The truck has two purposes. In selling concessions to students from nearby and co-located schools during sporting events, team practices and afterschool activities, the food stand will raise money for the High School for Community Leadership's study abroad program, which took students to Spain last year. The destination this year is Mexico.

"For the most part a week abroad will cost on the low end $2,500, on the high end, upwards of $4,000, and that’s just out of the reach of most of our families," said Borrero, whose 6-year-old school falls under the Title I designation. "So we’re hoping that we could at least subsidize upwards of 50 percent of those trips for larger number of kids.”

The truck's current operation also serves as a soft opening for the culinary business program the school plans on launching in September.

Ideally, a chef from the Institute of Culinary Education (ICE) will instruct students in culinary and pastry skills on a part-time basis, while in-house staff covers the business administration aspect of the curriculum, Borrero explained. Students will prep ingredients in an indoor teaching space connected to the school's kitchen and take turns in groups of four practicing cooking methods in the truck.

They'll draw on the culinary traditions of their Southeast Asian, Middle Eastern, Central American and Caribbean families.

paellita

Paella, served by The Lunch Box (DNAinfo/Nicole Levy)

For their principal, the Lunch Box fuses seamlessly a long career in education and a refined passion for cooking.  

"I was in education first, and I went through a mid-life crisis like most teachers," said Borrero, who was teaching social studies at a Bronx high school when he decided to study the culinary arts at the ICE in the mid-aughts. His studies led him to five-days-a-week stages, or unpaid internships, at sophisticated eateries like Charlie Palmer's Aureole and Nobu offshoots Nobu Next Door and Nobu 57.

But he didn't stop teaching. 

"I was killing myself," he recalled. "I was getting home at 12 or one o’clock and getting up at 6. It was an intense, short period.”

Borrero instilled an appreciation for culinary precision in his older son Che, now 22. 

"Every time I’ve stepped into a kitchen, it’s always been about teaching me the proper way," said Che Borrero. "'This is the way you should prepare the food before you even cut it, and this is the way you should hold it.' Everything about it is very orderly.”
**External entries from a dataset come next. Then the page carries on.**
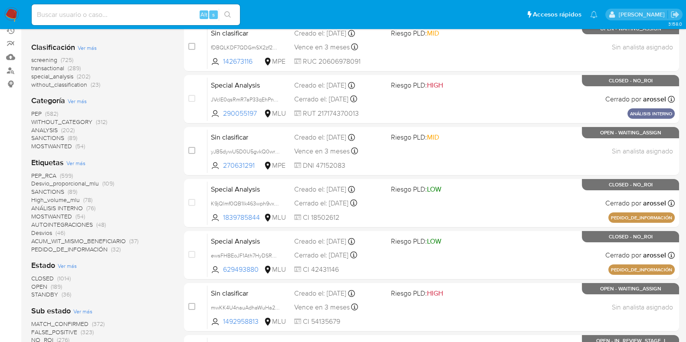  Describe the element at coordinates (593, 14) in the screenshot. I see `a: Notificaciones` at that location.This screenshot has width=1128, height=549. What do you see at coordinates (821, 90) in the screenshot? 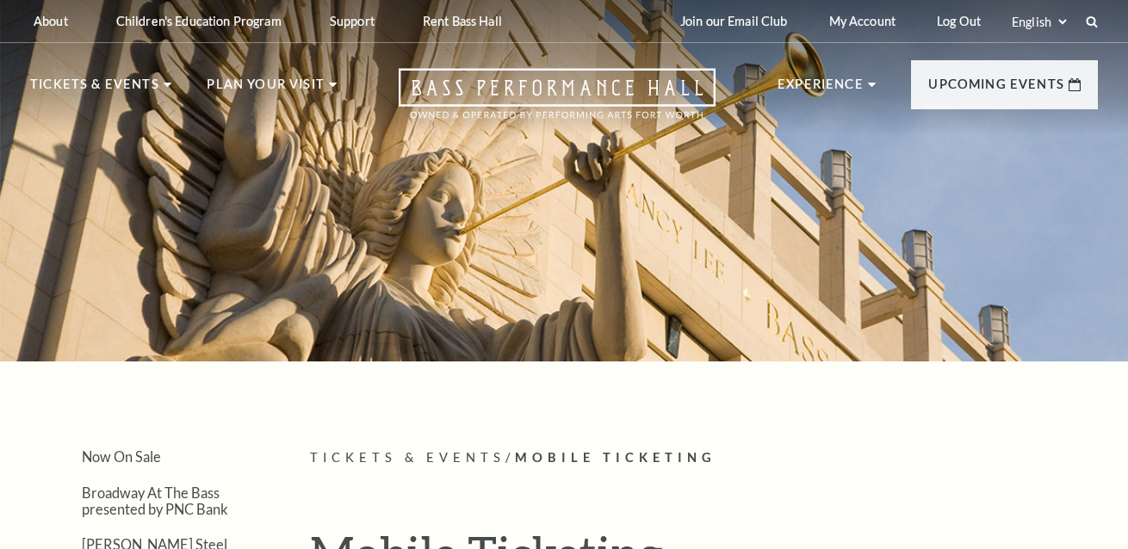
I see `p: Experience` at bounding box center [821, 90].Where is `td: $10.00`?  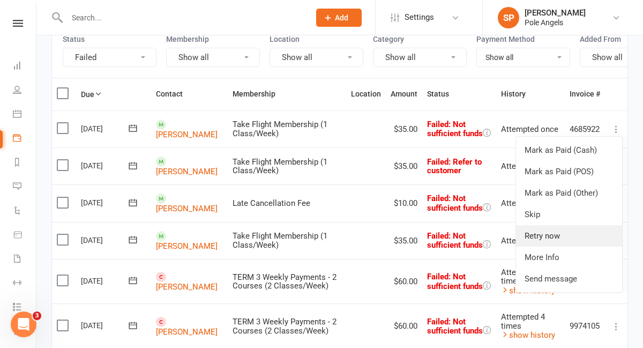
td: $10.00 is located at coordinates (404, 203).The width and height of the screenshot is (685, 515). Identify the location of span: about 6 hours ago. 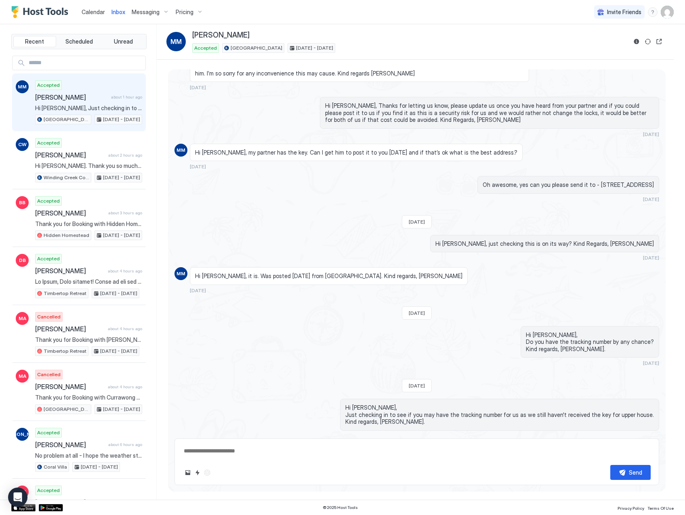
(125, 445).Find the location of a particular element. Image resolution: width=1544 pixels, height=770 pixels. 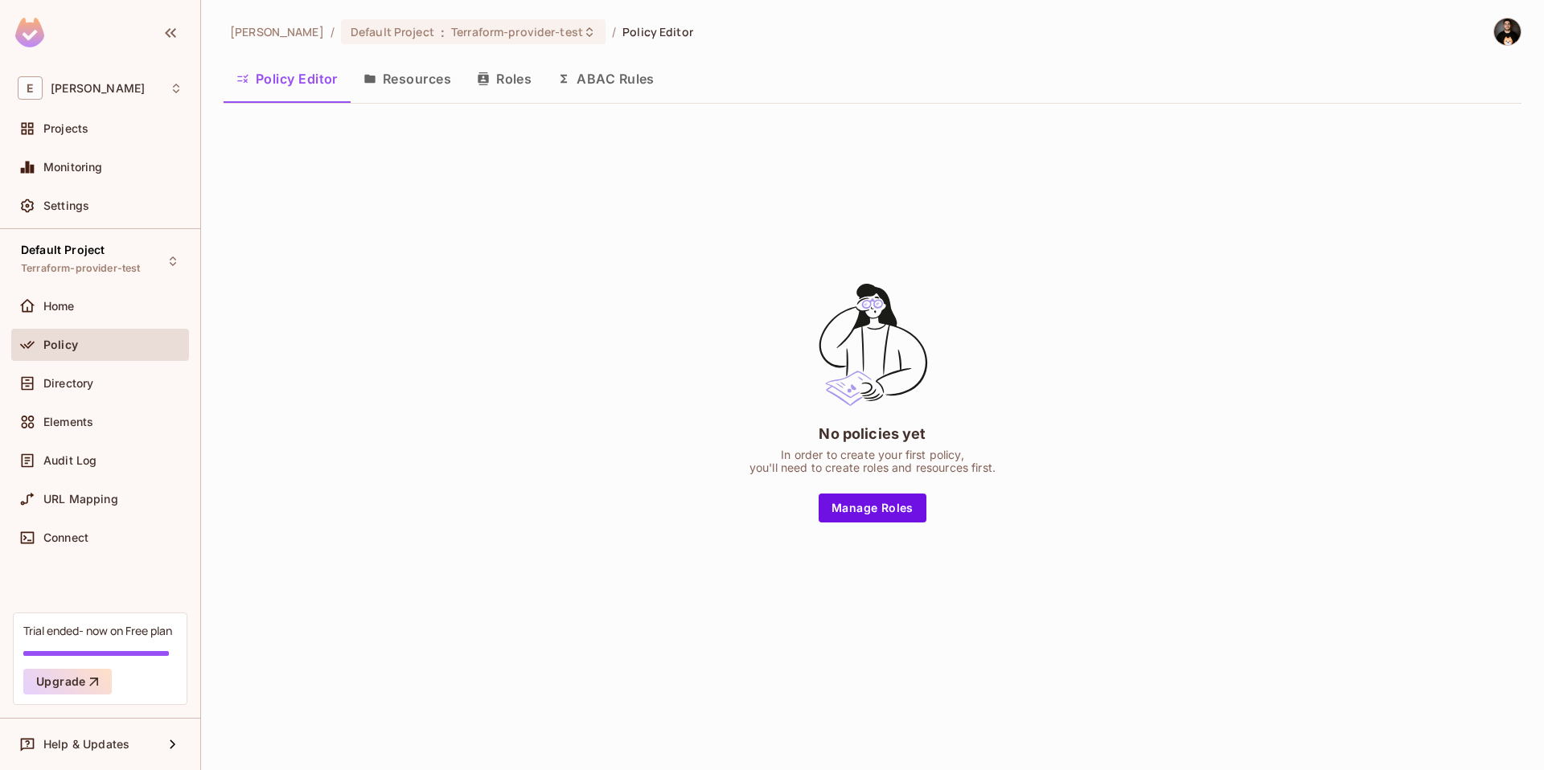

button: Resources is located at coordinates (407, 79).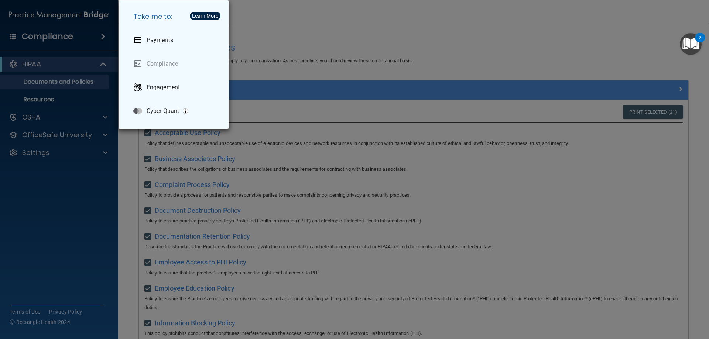  I want to click on a: Compliance, so click(175, 64).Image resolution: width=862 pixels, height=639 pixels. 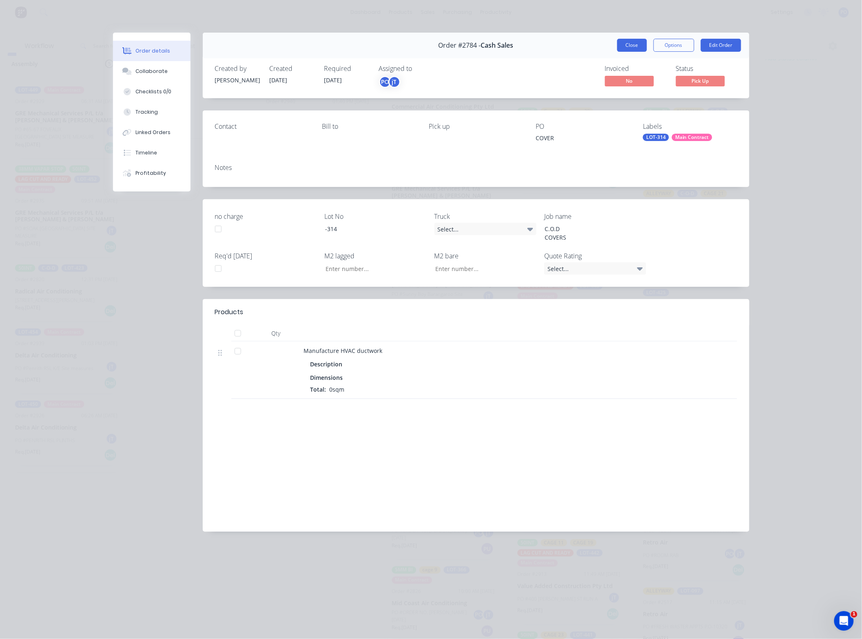 What do you see at coordinates (485, 217) in the screenshot?
I see `label: Truck` at bounding box center [485, 217].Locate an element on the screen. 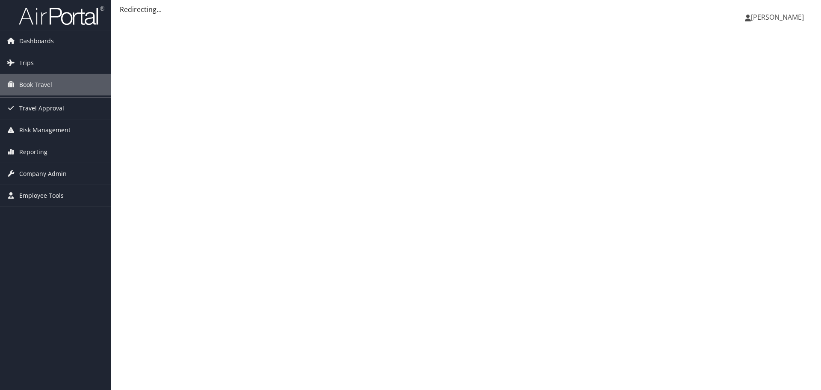 The width and height of the screenshot is (821, 390). span: Employee Tools is located at coordinates (41, 195). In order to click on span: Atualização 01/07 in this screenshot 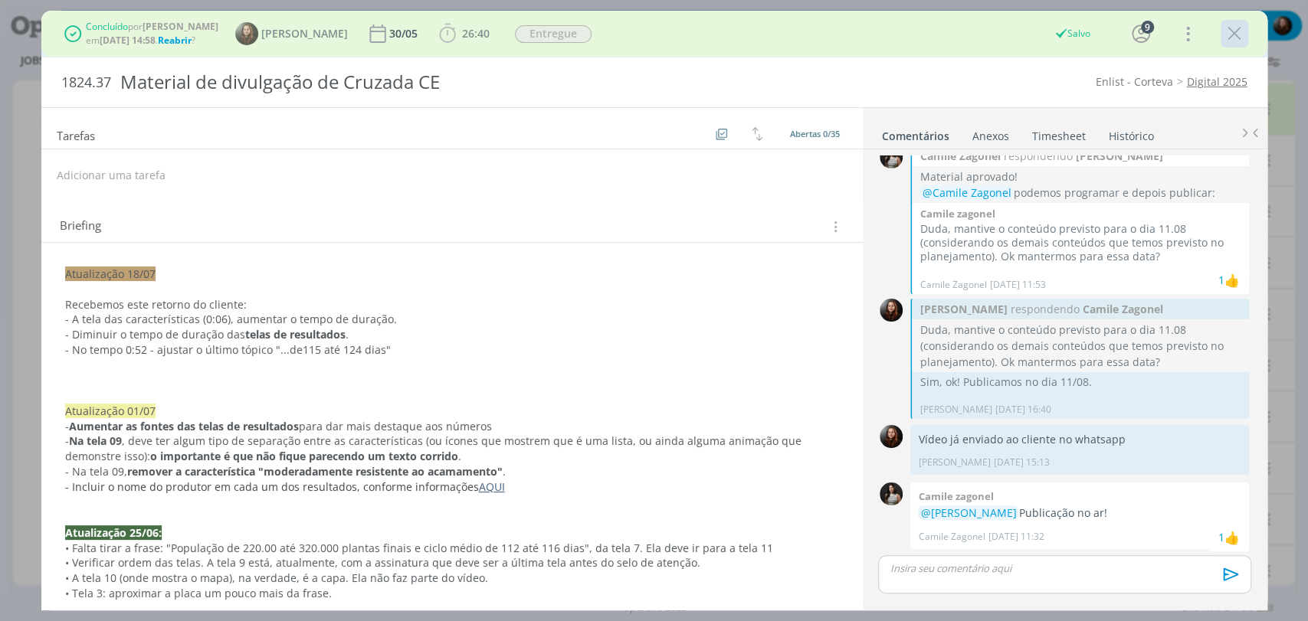, I will do `click(110, 411)`.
When the idea for culinary instruction in the classroom first started percolating in Carlo Borrero's mind, he imagined establishing a kitchen inside the old Jamaica High School building that now houses four small schools. The costs of installing new pipes and other appliances, he soon realized, were prohibitively expensive. 

"So I’m sitting at home," Borrero said, "and I’m watching Netflix with my wife and we see the movie 'Chef,'" a film in which Jon Favreau's character quits his job at a prestigious restaurant and opens a food truck. "I’m like, why can’t we do that?" 

The truck itself, not including the equipment inside, would cost the school $62,000 in grant money. But Borrero insists that investment will make the high school he founded a "culinary school."

Instead, staff members like guidance counselor Sophia Papadatos say the collaborative effort "shows the community that we’ve created for our kids: it’s very tight-knit. We’re all one, we’re all equal, we’re all on the same level, and we want them to feel comfortable here. It’s their second home.” (A 2014-2015 Department of Education school quality snapshot indicates that levels of trust among teachers, students and their principal are extremely high.)

Alumnus Teddy Sopilidis, who fondly remembers the Hawaiian button-down shirt and sandals Borrero wore on his first day as a freshman, still calls the staff his "second family." Other graduates have returned for the school's Thanksgiving dinner, a tradition that involves teachers lining the corridors with tables on which to serve their students a catered traditional turkey meal. 

On the Friday night Borrero works the food truck stove among his students, many of whom work in kitchens after school to help support their families, he is just one of the cooks in the kitchen, serving his community.